Like Chick-fil-A in the Eat More Kale dispute, trademark bullies regularly and aggressively claim likelihood of confusion without actually alleging enough factual matter to make that claim plausible, rather than merely conceivable. Trademark bullies often claim a likelihood of confusion based entirely on the similarity of the marks, while ignoring the other elements necessary to establish trademark infringement – strength of the mark, relatedness of the goods, overlapping trade channels, bad faith intent, etc. In doing so, trademark bullies might show a conceivable claim – the marks are the same, so conceivably there could be confusion – but they lack the extra stuff necessary after Twombly to get over the hurdle of plausibility. In other words, the claim isn’t plausible because despite similarities in the marks, the mark is so weak or the goods so unrelated that there is not “a reasonable expectation that discovery will reveal evidence” of trademark infringement. I think if more of the bad trademark claims we see were actually held up to this standard, more of these claims would fail.

Moreover, courts have ample discretion to decide whether a claim is plausible, and thereby to decide whether to subject a bullied party to the burden of discovery. In Iqbal, the Supreme Court held that “[u]ltimately, determining plausibility is a context-specific task that requires the reviewing court to draw on its judicial experience and common sense.” Courts can look at the success or failure of prior trademark claims and rely on their own common sense about whether there really is any unlawful conduct that will be discovered. This might be a difficult subjective decision, but judges should not shy away from that responsibility.

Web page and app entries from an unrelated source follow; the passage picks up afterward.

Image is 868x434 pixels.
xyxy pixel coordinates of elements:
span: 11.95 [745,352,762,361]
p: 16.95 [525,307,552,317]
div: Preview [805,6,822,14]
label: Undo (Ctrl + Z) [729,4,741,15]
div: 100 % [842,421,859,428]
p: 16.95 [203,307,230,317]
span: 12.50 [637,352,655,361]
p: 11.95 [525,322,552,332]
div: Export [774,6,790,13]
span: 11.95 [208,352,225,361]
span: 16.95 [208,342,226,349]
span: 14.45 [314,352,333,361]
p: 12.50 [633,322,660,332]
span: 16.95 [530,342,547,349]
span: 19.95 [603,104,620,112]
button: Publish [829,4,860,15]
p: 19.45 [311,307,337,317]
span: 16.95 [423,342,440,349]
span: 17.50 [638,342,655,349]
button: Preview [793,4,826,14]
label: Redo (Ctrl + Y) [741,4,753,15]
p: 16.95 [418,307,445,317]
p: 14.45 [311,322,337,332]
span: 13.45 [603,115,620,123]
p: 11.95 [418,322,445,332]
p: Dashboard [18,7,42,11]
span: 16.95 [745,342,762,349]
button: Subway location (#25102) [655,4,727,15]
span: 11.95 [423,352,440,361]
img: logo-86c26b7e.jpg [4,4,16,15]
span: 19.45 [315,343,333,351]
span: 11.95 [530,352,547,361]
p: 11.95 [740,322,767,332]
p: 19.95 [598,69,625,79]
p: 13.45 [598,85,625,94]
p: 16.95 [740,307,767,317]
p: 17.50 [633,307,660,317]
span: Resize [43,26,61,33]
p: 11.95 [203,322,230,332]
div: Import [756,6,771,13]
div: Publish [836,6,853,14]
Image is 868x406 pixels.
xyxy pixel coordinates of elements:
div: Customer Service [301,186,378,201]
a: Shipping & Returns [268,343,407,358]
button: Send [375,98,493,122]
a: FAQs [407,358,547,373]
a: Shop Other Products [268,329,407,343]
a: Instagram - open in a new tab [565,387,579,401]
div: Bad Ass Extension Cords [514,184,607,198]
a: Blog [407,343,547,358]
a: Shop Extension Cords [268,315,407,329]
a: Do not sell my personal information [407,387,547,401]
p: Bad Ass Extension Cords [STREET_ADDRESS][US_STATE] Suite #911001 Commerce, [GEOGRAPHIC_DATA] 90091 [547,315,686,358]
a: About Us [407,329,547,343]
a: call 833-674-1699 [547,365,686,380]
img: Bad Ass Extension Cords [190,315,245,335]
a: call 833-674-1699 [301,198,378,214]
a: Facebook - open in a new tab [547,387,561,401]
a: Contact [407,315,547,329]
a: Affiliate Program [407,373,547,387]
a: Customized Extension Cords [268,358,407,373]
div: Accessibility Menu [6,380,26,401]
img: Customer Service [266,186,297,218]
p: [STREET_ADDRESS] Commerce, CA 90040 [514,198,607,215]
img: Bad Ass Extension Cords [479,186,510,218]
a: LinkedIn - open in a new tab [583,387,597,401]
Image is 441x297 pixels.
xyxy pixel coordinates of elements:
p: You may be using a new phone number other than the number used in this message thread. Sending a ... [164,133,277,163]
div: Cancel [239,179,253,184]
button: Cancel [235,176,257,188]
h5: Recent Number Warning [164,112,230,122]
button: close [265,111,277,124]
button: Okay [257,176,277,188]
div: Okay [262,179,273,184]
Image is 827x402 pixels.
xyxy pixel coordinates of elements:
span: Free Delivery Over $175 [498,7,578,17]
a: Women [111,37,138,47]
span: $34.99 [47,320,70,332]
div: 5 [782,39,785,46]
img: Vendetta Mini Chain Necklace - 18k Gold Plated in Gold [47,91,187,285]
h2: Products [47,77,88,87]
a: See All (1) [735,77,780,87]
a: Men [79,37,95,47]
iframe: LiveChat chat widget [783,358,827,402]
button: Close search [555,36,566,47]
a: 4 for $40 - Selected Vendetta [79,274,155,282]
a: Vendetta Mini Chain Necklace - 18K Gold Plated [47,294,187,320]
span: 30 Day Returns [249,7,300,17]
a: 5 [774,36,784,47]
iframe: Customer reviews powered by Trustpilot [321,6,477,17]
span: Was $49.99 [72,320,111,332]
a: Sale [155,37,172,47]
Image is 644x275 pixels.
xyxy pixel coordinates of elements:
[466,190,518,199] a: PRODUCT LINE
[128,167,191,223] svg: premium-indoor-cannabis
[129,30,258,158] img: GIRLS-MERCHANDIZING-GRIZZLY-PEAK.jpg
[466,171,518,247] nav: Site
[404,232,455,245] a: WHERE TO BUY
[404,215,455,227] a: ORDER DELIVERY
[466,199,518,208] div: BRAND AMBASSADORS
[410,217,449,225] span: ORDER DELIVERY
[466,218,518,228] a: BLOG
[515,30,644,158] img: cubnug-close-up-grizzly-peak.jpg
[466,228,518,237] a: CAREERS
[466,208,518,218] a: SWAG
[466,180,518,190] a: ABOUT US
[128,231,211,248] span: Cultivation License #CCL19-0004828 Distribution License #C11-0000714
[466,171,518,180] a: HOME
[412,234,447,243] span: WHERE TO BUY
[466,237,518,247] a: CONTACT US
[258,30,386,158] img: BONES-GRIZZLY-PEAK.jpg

As a matter of public policy, upholding the plausibility standard is important. Comments from the public, as part of the USPTO’s investigation into trademark litigation tactics in 2011, revealed the following views:

Aggressive tactics used by overreachers presents a problem for the entire intellectual property community by threatening legitimate activities and clogging the legal system with invalid claims.

[D]iscovery and deposition processes were too costly for many small businesses and provided a means for a party to thwart progress in a case and to drain resources from an adversary. . . .

[S]mall companies and individuals are placed in a difficult position where surrender of valid trademarks that are being lawfully used is the only rational financially-feasible option available.

It seems to me that one way to reduce the impact of frivolous trademark litigation is to demand that trademark plaintiffs actually meet the plausibility standard set forth in Twombly. Trademark practitioners should challenge trademark bullies under Twombly and expose the implausibility of claims made by trademark bullies.